Following the Nazi-Soviet Pact (23 August 1939) and until the eve of the German invasion of the USSR on 22 June 1941, the same repressive practices to which Soviet society had been widely subjected since 1929 were applied to the recently annexed western territories.
The brutal manner of their implementation deeply scarred Polish, Latvian, Lithuanian and Estonian societies, now subjected to “sovietization”. For the occupying authorities, however, these policies merely duplicated, in an almost routine fashion, measures commonly applied to Soviet citizens. The occupiers had to cross no further threshold of violence as they put them into practice.
The three main repressive measures were (a) mass arrests, followed by labour camp sentences (approximately 110,000 arrested in occupied Poland); (b) collective deportation (320,000 Poles, 80,000 Balts and Moldovans) in which deportees were treated as “special settlers” , subject to the same assignments and labour regime applied to this category of Soviet citizens; and (c) the mass execution of the Polish elite (over 25,000). [These totals appear to be derived from official Soviet figures, JC]
(Text adapted from 2009 article by Nicolas Werth “Les crimes de masse sous Staline, 1930-1953”.)
Formally this concerned those who had received land on the border with the USSR as compensation from the Polish State for service rendered during the Polish-Soviet war of 1920. In practice, many other professions and occupations were targeted.
10-14 February: Deportation of 27,000 Polish families (139,600 people)
to 24 regions of the USSR, from Arkhangelsk to Irkutsk. In reality, those deported encompassed a far wider contingent than just the category of “military settlers and foresters”, including landowners, industrialists, civil servants and other “class enemies”.
5 March, Letter to Stalin from Beria, the People’s Commissar for Internal Affairs: soliciting the execution of 25,700 former members of the Polish elite – officers, senior officials, great landowners, industrialists, senior police officers and other “members of Polish counter-revolutionary organizations.”
April – Execution of 25,700 Poles, officers, senior officials, members of the military, civil and economic elites, who had been incarcerated in the three “special camps” of Kozelsk, Ostashkovo and Starobelsk. Katyn [67-01] was one of several locations where these executions took place. [Another was the NKVD prison in Tver, JC]
2 APRIL. POLITBURO RESOLUTION
Deportation of three categories of Poles
[1] family members (of officers, senior officials, industrialists, great landowners who had already been arrested); (2) prostitutes; and (3) refugees from the western part of Poland (now under German occupation) who had crossed eastwards into the Soviet occupied zone.
12-13 April – Deportation to Kazakhstan of 61,000 people belonging to Poles belonging to one of the three “categories” defined by the April 2, 1940 Politburo Resolution.
28-29 June – Deportation to “special settlements” in Siberia of 75,000 Polish refugees from the German occupation zone who had crossed to the east, into the Soviet occupation zone.
16 MAY. POLITBURO RESOLUTION
Deportation of nine categories of people from Lithuania, Latvia, Estonia, Moldavia and those fleeing German-occupied Poland
(members of counter-revolutionary parties; former police officers, senior officials, judges and attorneys, landowners, industrialists, wholesale tradesmen; former officers; criminal elements; prostitutes; family members of categories 2 to 4; family members of category 1; Polish refugees) from the German occupation zone, from the three Baltic States (Lithuania, Latvia and Estonia), which had been absorbed by the USSR in 1940, and from Moldavia, which had been annexed to the USSR in August 1940.
22 May to 20 June – Implementation of the 4th great deportation planned by the Politburo Resolution of 16 May 1941. Within one month, 107,000 people were arrested, 86,000 of whom were deported to Siberia and Kazakhstan while the remainder were sent to Gulag labour camps.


▸ PROBLEM TO WORK ON: How many lines in the data below include the word "Irrational"? State the number alone.

▸ EXTRACTED INFORMATION:
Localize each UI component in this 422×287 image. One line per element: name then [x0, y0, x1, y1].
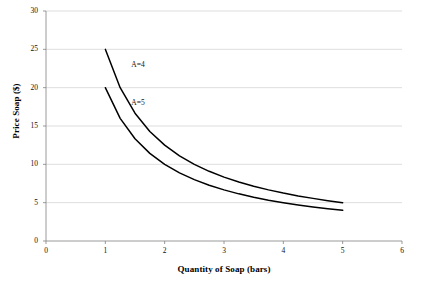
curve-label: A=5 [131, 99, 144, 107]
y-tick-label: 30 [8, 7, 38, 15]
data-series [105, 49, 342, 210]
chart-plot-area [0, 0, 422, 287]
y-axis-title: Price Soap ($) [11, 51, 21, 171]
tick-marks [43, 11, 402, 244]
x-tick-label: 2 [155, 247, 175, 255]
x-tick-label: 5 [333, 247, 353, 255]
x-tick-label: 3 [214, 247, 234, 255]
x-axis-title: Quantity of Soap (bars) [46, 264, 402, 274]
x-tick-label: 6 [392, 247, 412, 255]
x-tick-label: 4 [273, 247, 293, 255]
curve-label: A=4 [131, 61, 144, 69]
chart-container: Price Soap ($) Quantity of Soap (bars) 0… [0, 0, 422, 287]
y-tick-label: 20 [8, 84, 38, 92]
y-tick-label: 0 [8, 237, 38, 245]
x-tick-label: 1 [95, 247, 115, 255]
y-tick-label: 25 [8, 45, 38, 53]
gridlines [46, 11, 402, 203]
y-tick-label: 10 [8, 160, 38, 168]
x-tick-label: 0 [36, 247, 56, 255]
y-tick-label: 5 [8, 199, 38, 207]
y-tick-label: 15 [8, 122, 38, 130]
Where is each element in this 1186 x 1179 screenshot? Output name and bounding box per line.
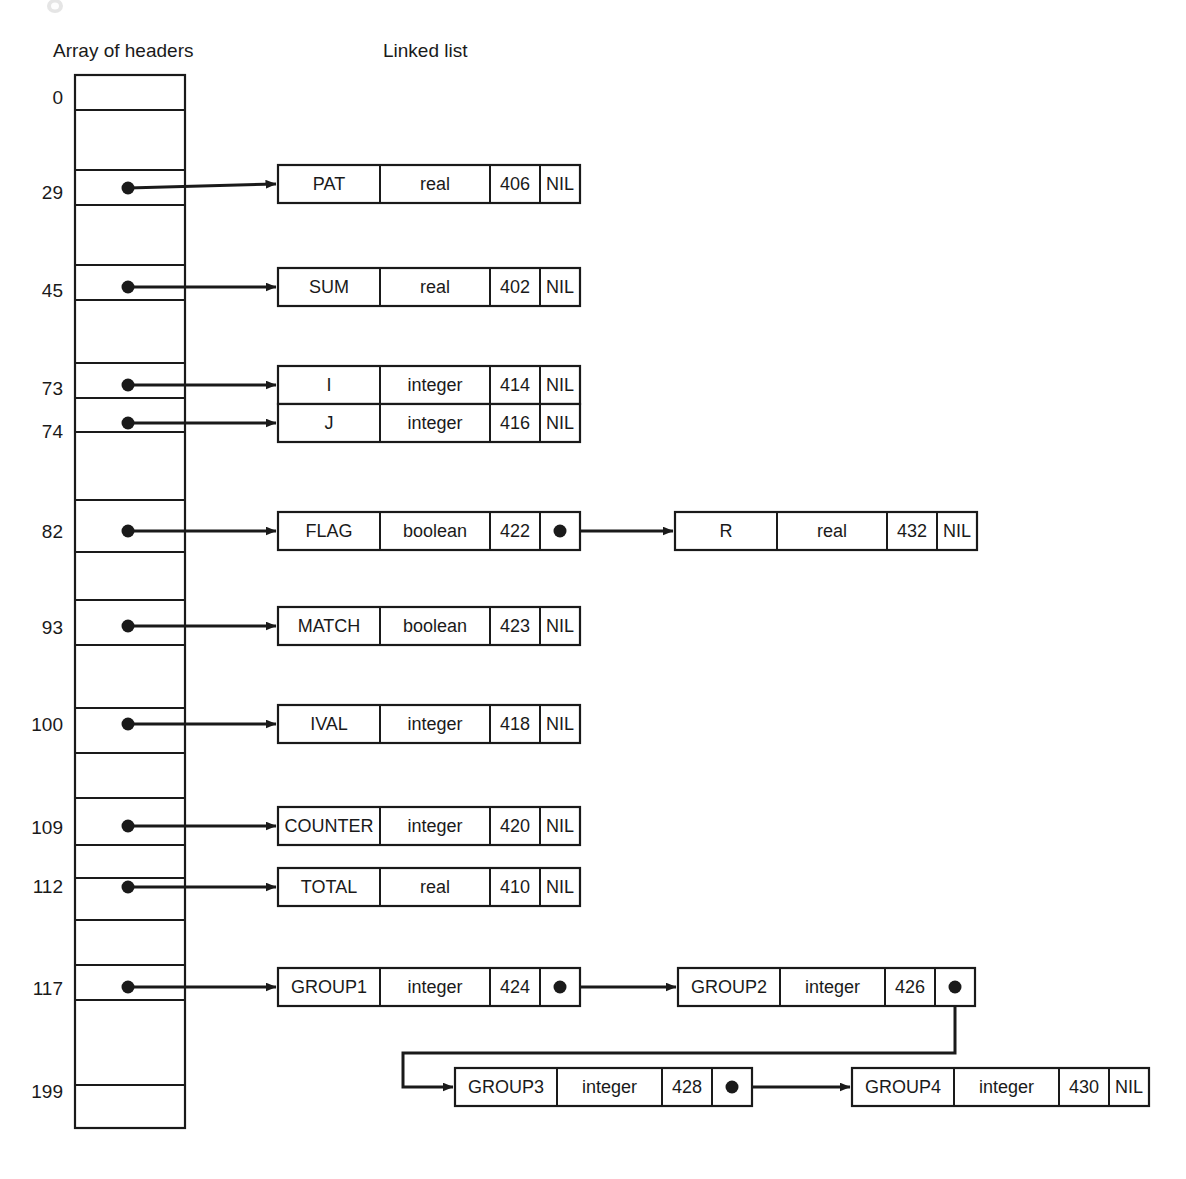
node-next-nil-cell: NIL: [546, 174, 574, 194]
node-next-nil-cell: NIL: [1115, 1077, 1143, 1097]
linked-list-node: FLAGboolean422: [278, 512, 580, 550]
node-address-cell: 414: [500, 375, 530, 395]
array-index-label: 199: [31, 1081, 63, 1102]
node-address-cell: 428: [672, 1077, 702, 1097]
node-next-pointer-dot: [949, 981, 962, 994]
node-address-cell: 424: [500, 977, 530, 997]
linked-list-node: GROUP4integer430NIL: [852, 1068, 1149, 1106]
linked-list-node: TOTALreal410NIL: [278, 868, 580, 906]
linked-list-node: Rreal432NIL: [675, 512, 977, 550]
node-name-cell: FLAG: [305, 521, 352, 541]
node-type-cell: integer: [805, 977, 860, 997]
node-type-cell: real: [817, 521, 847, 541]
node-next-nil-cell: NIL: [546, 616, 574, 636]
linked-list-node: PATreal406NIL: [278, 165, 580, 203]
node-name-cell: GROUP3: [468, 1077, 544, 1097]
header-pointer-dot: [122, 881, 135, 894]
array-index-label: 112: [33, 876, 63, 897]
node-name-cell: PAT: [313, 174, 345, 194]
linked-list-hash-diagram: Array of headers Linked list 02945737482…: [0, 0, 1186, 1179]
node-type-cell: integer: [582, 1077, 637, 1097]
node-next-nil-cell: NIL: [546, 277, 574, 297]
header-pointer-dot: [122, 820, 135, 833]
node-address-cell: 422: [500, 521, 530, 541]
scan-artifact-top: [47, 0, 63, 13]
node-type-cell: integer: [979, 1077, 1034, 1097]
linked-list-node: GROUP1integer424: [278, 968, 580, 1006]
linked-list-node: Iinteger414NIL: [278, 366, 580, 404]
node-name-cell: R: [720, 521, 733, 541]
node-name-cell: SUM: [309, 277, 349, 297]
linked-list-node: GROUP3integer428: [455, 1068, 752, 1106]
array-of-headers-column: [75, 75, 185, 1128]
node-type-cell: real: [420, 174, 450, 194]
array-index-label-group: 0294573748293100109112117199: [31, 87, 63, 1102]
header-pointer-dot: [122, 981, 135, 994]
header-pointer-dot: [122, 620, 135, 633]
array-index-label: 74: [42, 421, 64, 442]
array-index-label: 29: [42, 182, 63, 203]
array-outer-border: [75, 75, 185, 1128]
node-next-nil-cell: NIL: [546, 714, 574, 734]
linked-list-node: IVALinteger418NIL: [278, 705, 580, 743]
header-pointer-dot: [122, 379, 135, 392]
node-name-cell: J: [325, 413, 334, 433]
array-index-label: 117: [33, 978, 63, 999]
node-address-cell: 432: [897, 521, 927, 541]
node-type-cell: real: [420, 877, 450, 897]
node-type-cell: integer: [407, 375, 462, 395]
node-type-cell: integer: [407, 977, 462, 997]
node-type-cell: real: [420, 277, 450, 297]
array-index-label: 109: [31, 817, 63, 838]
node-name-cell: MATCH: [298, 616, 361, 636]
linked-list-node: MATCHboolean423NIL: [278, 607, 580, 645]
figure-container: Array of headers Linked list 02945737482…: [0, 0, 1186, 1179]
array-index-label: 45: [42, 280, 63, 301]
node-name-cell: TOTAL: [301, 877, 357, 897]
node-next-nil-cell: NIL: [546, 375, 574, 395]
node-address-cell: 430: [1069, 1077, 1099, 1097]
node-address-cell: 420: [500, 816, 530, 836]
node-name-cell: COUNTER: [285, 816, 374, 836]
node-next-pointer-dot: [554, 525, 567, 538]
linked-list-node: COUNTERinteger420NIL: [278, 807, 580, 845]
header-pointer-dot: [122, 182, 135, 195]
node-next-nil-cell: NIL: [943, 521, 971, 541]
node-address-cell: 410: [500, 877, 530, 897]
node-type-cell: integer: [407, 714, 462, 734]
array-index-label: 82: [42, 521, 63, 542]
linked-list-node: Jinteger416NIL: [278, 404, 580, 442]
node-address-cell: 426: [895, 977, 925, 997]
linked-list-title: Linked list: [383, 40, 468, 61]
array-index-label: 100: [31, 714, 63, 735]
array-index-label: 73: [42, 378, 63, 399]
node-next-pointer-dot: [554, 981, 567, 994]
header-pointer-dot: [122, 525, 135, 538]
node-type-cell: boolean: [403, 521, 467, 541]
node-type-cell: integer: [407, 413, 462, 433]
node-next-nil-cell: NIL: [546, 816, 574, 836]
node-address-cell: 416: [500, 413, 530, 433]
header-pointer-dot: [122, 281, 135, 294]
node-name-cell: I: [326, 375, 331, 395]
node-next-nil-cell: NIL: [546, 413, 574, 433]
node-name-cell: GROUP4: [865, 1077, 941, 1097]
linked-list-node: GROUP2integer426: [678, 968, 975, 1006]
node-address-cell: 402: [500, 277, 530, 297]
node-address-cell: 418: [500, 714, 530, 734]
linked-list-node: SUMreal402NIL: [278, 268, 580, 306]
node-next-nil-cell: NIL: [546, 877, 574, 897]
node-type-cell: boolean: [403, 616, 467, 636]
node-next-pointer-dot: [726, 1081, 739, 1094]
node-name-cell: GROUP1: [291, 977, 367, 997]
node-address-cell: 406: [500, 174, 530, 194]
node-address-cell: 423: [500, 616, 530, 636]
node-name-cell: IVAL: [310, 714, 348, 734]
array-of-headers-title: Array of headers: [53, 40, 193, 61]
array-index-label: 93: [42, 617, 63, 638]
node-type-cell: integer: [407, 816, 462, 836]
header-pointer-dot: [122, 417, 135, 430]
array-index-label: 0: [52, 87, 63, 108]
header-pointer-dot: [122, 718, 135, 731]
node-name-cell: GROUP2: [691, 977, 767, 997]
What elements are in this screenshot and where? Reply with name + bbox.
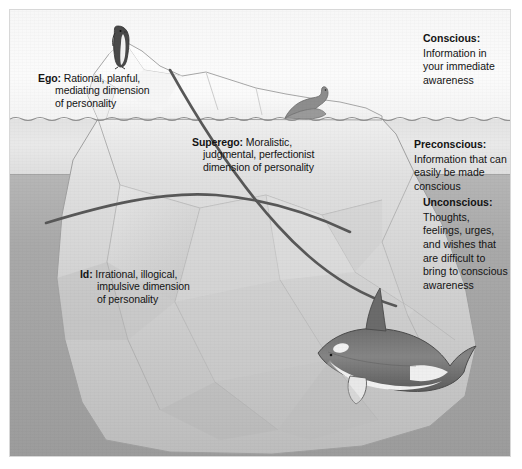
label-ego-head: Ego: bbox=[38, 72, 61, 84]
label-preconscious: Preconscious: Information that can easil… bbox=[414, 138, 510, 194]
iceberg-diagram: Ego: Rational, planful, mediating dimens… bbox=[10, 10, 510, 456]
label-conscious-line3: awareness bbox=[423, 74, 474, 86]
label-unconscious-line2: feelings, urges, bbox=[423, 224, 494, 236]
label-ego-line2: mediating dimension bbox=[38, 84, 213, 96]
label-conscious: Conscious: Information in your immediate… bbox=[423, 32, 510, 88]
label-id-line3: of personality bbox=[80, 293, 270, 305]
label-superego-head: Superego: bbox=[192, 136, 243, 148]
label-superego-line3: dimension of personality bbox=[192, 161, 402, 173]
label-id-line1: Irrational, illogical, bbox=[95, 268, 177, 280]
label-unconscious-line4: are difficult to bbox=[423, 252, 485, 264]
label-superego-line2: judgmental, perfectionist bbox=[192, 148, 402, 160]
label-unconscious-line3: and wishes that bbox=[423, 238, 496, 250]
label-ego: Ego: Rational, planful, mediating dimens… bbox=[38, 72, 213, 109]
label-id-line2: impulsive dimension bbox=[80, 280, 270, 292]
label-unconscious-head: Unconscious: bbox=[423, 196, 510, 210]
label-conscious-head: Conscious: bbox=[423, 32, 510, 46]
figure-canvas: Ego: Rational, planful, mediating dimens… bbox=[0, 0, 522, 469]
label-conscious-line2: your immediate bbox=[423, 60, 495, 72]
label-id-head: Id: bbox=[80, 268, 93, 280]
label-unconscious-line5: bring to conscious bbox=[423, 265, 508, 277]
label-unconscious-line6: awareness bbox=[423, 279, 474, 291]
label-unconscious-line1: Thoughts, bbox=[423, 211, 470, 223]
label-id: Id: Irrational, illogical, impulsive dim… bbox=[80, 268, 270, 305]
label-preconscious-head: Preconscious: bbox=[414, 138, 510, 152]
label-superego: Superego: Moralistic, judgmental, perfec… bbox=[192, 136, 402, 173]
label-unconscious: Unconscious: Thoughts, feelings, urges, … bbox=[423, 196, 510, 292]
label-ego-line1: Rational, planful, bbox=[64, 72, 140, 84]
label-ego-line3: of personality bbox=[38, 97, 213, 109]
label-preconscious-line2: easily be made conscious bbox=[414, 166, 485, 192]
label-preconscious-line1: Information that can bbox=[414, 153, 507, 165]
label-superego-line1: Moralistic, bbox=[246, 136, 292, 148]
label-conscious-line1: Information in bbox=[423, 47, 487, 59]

▸ RESULT OF THIS EXERCISE: 2